Expo-goers walk by the Switzerland Pavilion at the Shanghai Expo in Shanghai,… (Associated Press )
Reporting from Shanghai — Shanghai likes to advertise its 2010 Expo as the largest single event in human history. This, at first, might sound abstract. But as soon as you find yourself standing outside the Expo gates at 9 a.m., having just escaped a tour-bus traffic jam and surrounded by a growing mass of people, you get the idea.
The wild outlines of the Expo pavilions are visible up ahead, but between you and them are chattering school groups, families and gangs of happy, gangly teenagers. Size them up — for the next 12 hours, these are your companions and competitors at Expo.
Welcome to Shanghai's coming-out party. Open to visitors until Oct. 31, the Expo is this city's version of the Olympics, its chance to announce its arrival as a truly international city.
Under the banner of "Better City, Better Life," Shanghai has spent the last few years preparing to put on a spectacular six-month-long show. And, despite the lack of Olympic sports and relatively little international attention, the city has managed to pull together an event of historic proportions.
It is the largest Expo on record, with 191 participating countries. Shanghai has corralled 72,000 volunteers to work at the park during the summer, with an additional 100,000 put to work around the city. And over the course of the festival, the Expo will play host to international acts from L.A.'s Ozomatli to the Pyongyang Small Bell Dancers. The promise of all this is attracting a sea of domestic tourists each day to see what the world looks like, or at least what the world looks like according to Expo.
Before you get to the fairgrounds, one of the attractions is the city itself. In the years leading up to the Expo, Shanghai experienced a building boom impressive even for China.
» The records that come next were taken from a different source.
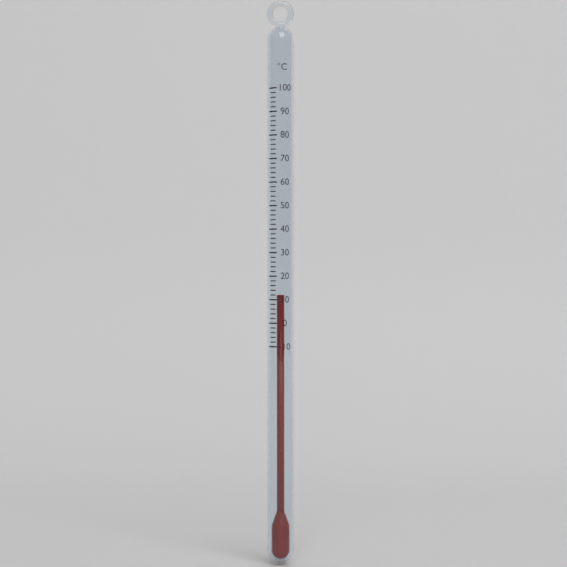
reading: 12 °C
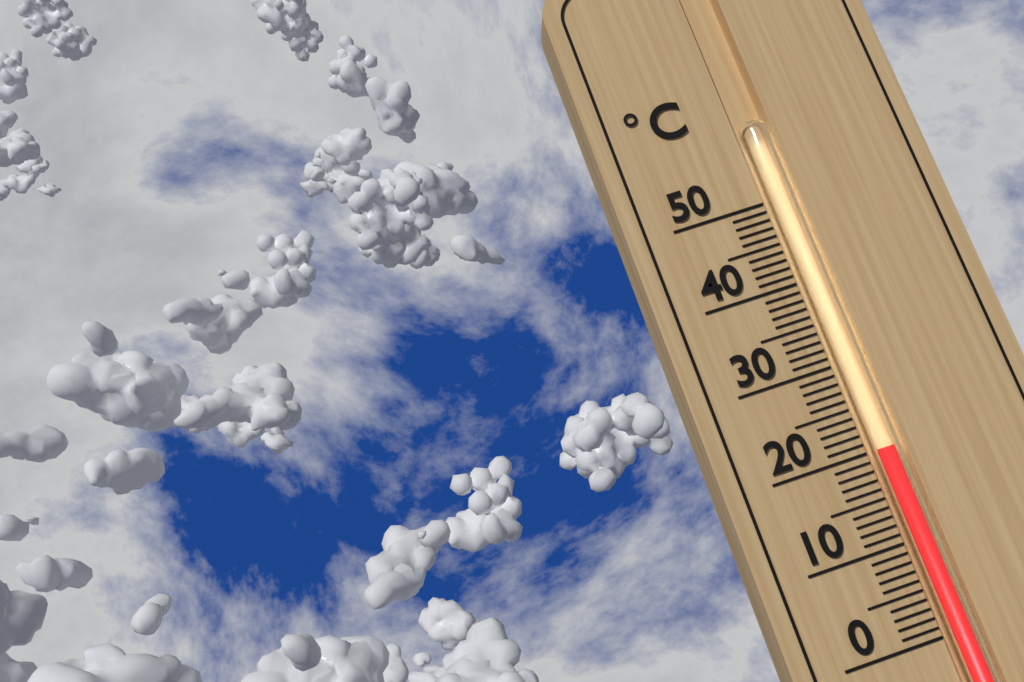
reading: 20 °C
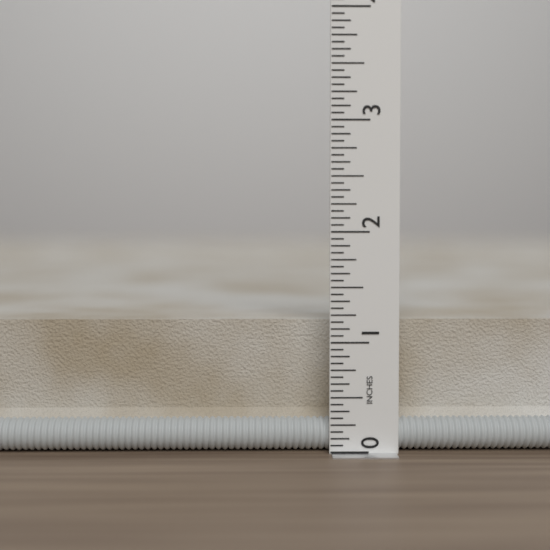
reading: 1.3125 in
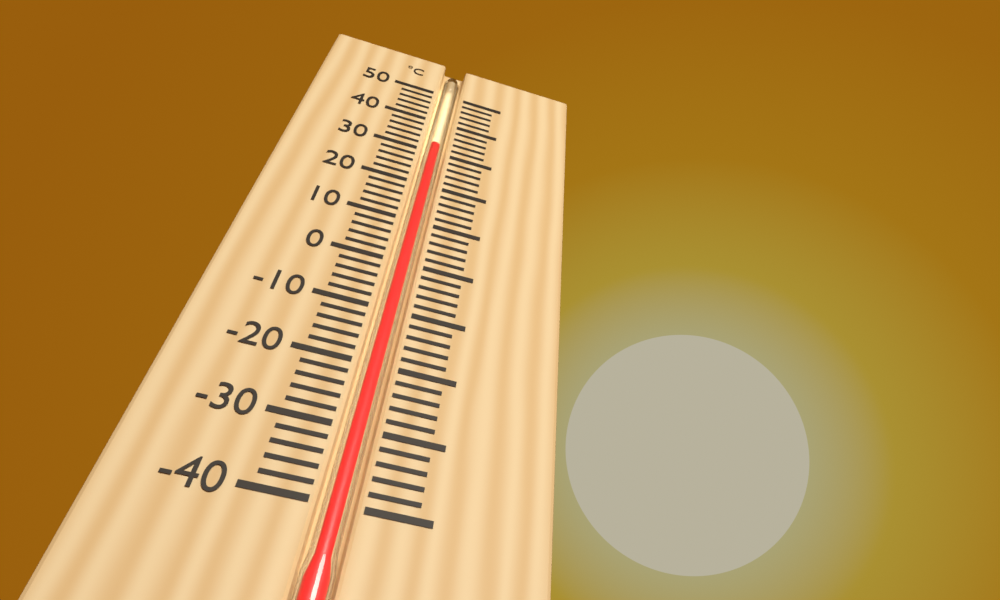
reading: 32 °C
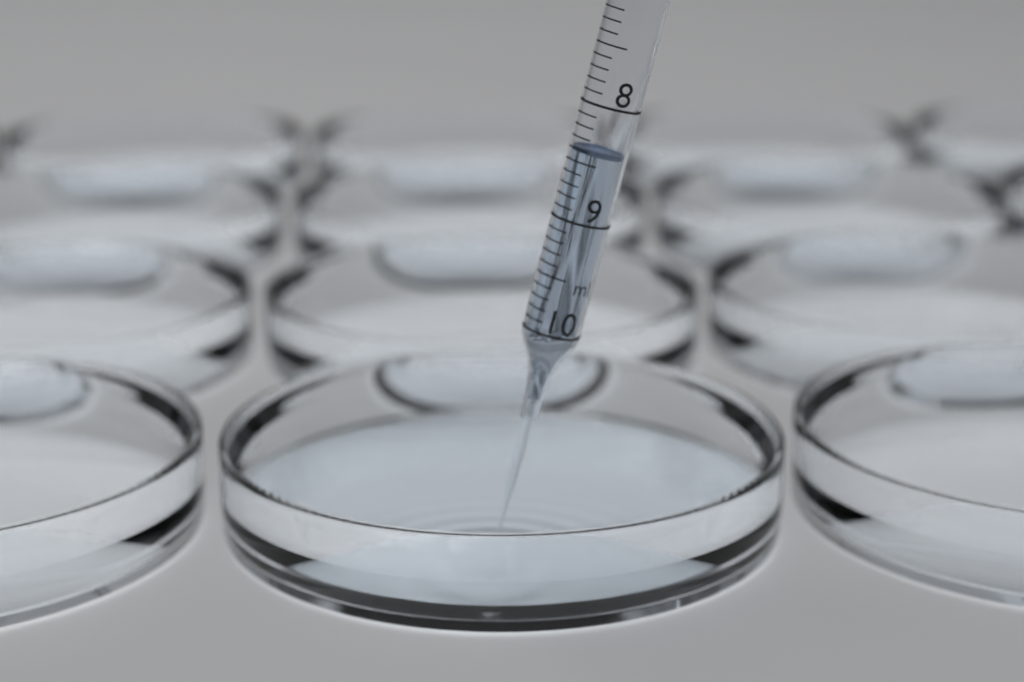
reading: 8.4 ml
Six new subway lines are in operation. A new airport terminal speeds your arrival, and new highways smooth the drive into the city. The city's historic Bund, a stretch of colonial buildings along Shanghai's Huangpu River, was refurbished to make way for a park and a grand walkway that offers impressive views of the Shanghai skyline.
These larger construction projects were complemented by a massive effort to beautify the city. Apartment buildings were given a fresh coat of paint, old walkways were redone with new bricks and cobblestones, and flowers were planted everywhere, from traffic islands to elevated expressways. All in all, estimates in China's state-run media put Expo's price tag at about $43 billion, including city infrastructure, beautification and construction of the two-square-mile Expo grounds. If these estimates are close, Shanghai is spending more than twice the amount that Beijing shelled out before the Olympics.
Because there are no sports to watch, visiting the Expo is more like going to a fair where the main attraction happens to be a series of odd, international museums. And unlike the Olympics, the Expo is catering primarily to a domestic audience. It's a chance for the world to introduce itself to China, rather than the other way around. For foreign tourists, the Expo offers a great opportunity to watch China watching us.
Of course, foreign tourists are at a bit of a disadvantage. Although many have not heard about the World Expo until, well, right now, Chinese tourists have been preparing for months. Developing strategies for an Expo trip has become a national pastime. And with weekday crowds estimated at 200,000 to 300,000, this might be necessary.
The Expo grounds are spread across two banks of the Huangpu River, with ferry terminals offering transportation from one side to the other. Big-name architects, such as Thomas Heatherwick, who designed the British pavilion, and Italy's Giampaolo Imbrighi, designer of Moscow's "Rome" metro station, arrived with building designs that would please the eye and attract a crowd.
China's central red pavilion looms over a population of temporary structures, some with unlikely protuberances and elegant latticework, others that simply look like spaceships. The Spanish Pavilion is covered in rattan squares like fish scales. The British pavilion, with its layers of acrylic rods, looks like a futuristic sea urchin.
The first thing to remember when you arrive for the Expo is that, as international as this event is, you are still in China. The operating language is Chinese, although you'll find most of its student volunteers do speak some English. This also means there are huge crowds of Chinese tourists. And huge crowds of Chinese tourists means you will have to stand in line.